Australian housing among the world’s most unaffordable
By
John Harris
17 February 2017
A report last month by Demographia showed that Australian housing remains among the most unaffordable in the world, with millions of workers and young people priced out by soaring housing costs. Of the 51 Australian housing markets assessed in the international survey, 33 were deemed severely unaffordable.
The report examined some 400 housing markets across nine countries, using the Median Multiple (MM) formula, obtained by dividing the median house price by the median annual household income. The MM system classifies housing markets as affordable if they score under 3.0. Results of 3.1 to 4.0 are deemed unaffordable, 4.1 to 5.0 seriously unaffordable and over 5.0 severely unaffordable.

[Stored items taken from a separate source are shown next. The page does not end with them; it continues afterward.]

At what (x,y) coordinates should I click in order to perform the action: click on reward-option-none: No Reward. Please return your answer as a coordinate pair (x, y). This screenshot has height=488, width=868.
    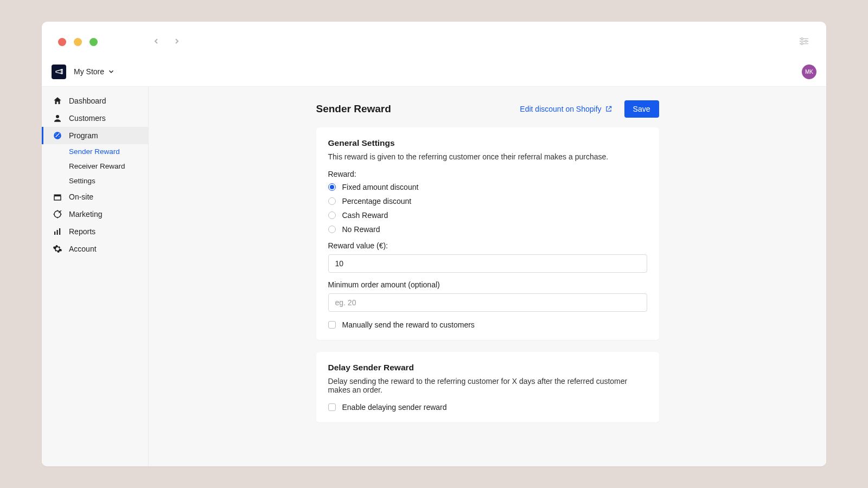
    Looking at the image, I should click on (488, 229).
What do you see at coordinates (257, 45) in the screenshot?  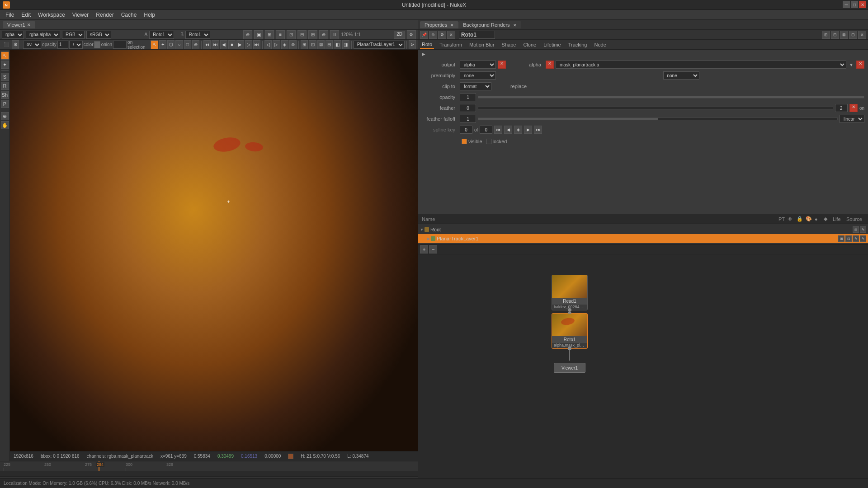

Nationally, the Australian housing market scored 5.5. Sydney, the country’s largest population centre, is the second most unaffordable major city in the world, with a MM of 12.2, the same result as 2016 and up from 9.8 in 2015. That means it would take 12.2 years, on a median income, to earn the money to buy a median-priced house.
Sydney placed behind Hong Kong (18.1) and ahead of Vancouver (11.8) and Auckland (10.0). Sydney house prices are far less affordable than global cities such as London, with an MM of 8.5, and New York, which scored 5.7.
The current median house price in Sydney is $1,077,000, compared with $1,032,000 in 2016 and just over half a million dollars a decade ago.
The figure for Melbourne, Australia’s second largest city, was 9.5, down slightly from last year, but up from 8.7 in 2015. Like Sydney, it was more unaffordable than Los Angeles, Honolulu and San Francisco. The median house price for Melbourne currently stands at $740,000.